Who have you learned the most from in your career?

The person I’ve learned the most from would be Jim Stewart, who is a fabulous, Pulitizer Prize-winning reporter/writer. What he has done is said, “tell stories.” If you don’t tell stories, you will not have any viewers or listeners. If you tell news, that’s a commodity. But good stories are proprietary and can always hold up, no matter what the circumstances are. That’s been his lesson since when I first met him in 1980, and he’s been teaching me for 38 years.

Which of your competitors do you most admire, and why?

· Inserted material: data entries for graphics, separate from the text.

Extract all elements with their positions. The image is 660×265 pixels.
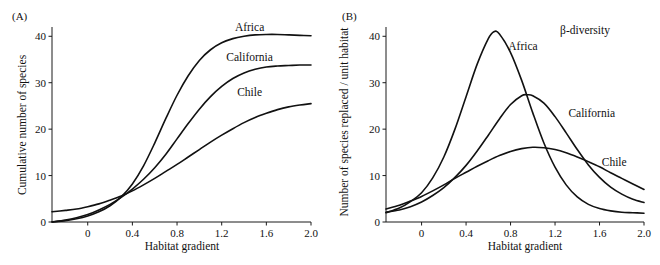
ytick-label: 10 [35,170,47,182]
curve-label-africa: Africa [508,40,537,52]
ytick-label: 0 [41,216,47,228]
ytick-label: 0 [375,216,381,228]
panel-a-xaxis-title: Habitat gradient [145,240,220,253]
xtick-label: 1.2 [548,227,562,239]
panel-a-xtick-labels: 00.40.81.21.62.0 [85,227,318,239]
xtick-label: 1.2 [215,227,229,239]
ytick-label: 20 [369,123,381,135]
ytick-label: 30 [35,77,47,89]
ytick-label: 10 [369,170,381,182]
xtick-label: 1.6 [593,227,607,239]
panel-a-label: (A) [12,10,28,23]
xtick-label: 0.8 [170,227,184,239]
panel-a-yaxis-title: Cumulative number of species [16,54,29,195]
ytick-label: 30 [369,77,381,89]
curve-chile [52,104,311,212]
ytick-label: 40 [35,30,47,42]
beta-diversity-annotation: β-diversity [560,24,610,37]
xtick-label: 0.4 [459,227,473,239]
figure-container: (A) 010203040 00.40.81.21.62.0 AfricaCal… [0,0,660,265]
curve-label-chile: Chile [602,156,627,168]
panel-a-curve-labels: AfricaCaliforniaChile [226,21,273,98]
xtick-label: 2.0 [637,227,651,239]
panel-a-plot: (A) 010203040 00.40.81.21.62.0 AfricaCal… [0,0,330,265]
panel-a: (A) 010203040 00.40.81.21.62.0 AfricaCal… [0,0,330,265]
panel-b-xtick-labels: 00.40.81.21.62.0 [419,227,652,239]
curve-label-california: California [568,107,615,119]
panel-a-ytick-labels: 010203040 [35,30,47,228]
ytick-label: 40 [369,30,381,42]
panel-b: (B) 010203040 00.40.81.21.62.0 AfricaCal… [330,0,660,265]
curve-label-africa: Africa [235,21,264,33]
xtick-label: 0.4 [126,227,140,239]
xtick-label: 1.6 [259,227,273,239]
xtick-label: 0 [85,227,91,239]
xtick-label: 0 [419,227,425,239]
panel-b-curves [386,31,644,213]
curve-africa [386,31,644,213]
ytick-label: 20 [35,123,47,135]
panel-b-xaxis-title: Habitat gradient [488,240,563,253]
xtick-label: 2.0 [304,227,318,239]
panel-b-ytick-labels: 010203040 [369,30,381,228]
curve-label-chile: Chile [237,86,262,98]
panel-b-plot: (B) 010203040 00.40.81.21.62.0 AfricaCal… [330,0,660,265]
panel-b-yaxis-title: Number of species replaced / unit habita… [338,27,351,217]
curve-label-california: California [226,51,273,63]
panel-b-label: (B) [342,10,357,23]
xtick-label: 0.8 [504,227,518,239]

Erin Burnett at CNN, who does combination of business and news. I think she’s remarkable. She uses her business knowledge she got from us, and she uses her knowledge of the world from her extensive travels. I think that she’s an inspiration to a lot of people. She has a family, she’s a terrific person, always bright and enthusiastic, but has managed to be able to take her business knowledge and make it so that she probably has the best economic grasp of anyone who’s not on our network. And I would trust her for what she says when she talks about the economy and the way she positions things. It’s really pretty terrific.

What do you know now about the business that you didn’t know 15 years ago?

15 years ago I thought that earnings of companies and fundamentals of companies  controlled 50 percent of a stock’s action, and the other 50 percent was its sector. Now, I regard politics as far more important. I didn’t see that coming until later. I regard the ETF (exchange-traded fund) as far more important and how a company is actually doing itself as far less important than it used to be. And that’s a strange thing for someone like me, who loves the so-called fundamentals. That’s just changed, and I’ve had to adapt to it. I didn’t want to, I always felt that if you did your homework on individual companies, you could really help people. But it doesn’t work. It’s just too small a part of why a stock moves. Which is remarkable. It’s a huge change. I used to think, if I knew what Intel was going to do … how Intel is doing itself doesn’t really matter nearly as much as whether the president’s in a war with China. The stuff that I’ve learned … I’d had to retool in a way that I wish I didn’t have to do, because I don’t have … there’s no predictability involved with the other factors, whether it be the Fed for the President. There’s just no predictability, whereas before, my work would demonstrate that … here’s five tech stocks that … I came up with this term, FAANG. Facebook, Amazon, Apple, Netflix, Google. I came up with it, and I still like it but they all trade together now, because so many people have adopted it. So it’s like, if you know how Alphabet is going to do, you know how Facebook is going to do. That was never the case. C&C stocks didn’t trade in lockstep. But they all trade in lockstep because of the way that the market has changed, and I’ve had to change with it.

What has been your toughest professional challenge during the past 15 years?

Jon Stewart tried to derail me [when I appeared on The Daily Show in 2009], and what you had to do was say, “OK, look, I’m just going to go out there and do my best. And the next day and the next day.”  And I know he mentioned on Howard Stern’s show that I didn’t really exonerate you, or whatever. I think he mentioned that perhaps I wasn’t the right person to pick on. But it didn’t matter. I had to come back, and it’s not one of those, he who laughs last… because  it was very painful for me and my family, professionally, what he did to me. But you overcome it, and you go to work everyday, and it’s been a decade or so, and I feel like what you do is you don’t quit. Even when someone wants you to quit, you quit on your own, you don’t let someone else make you quit. And I wasn’t going to let anyone, no matter how serious or funny or smart they think they are, stop me. Because I like my work, and so I come to work and put my clothes on, get mic’d up, and think I do a good job. Or else I wouldn’t be doing it, because I don’t need to do it.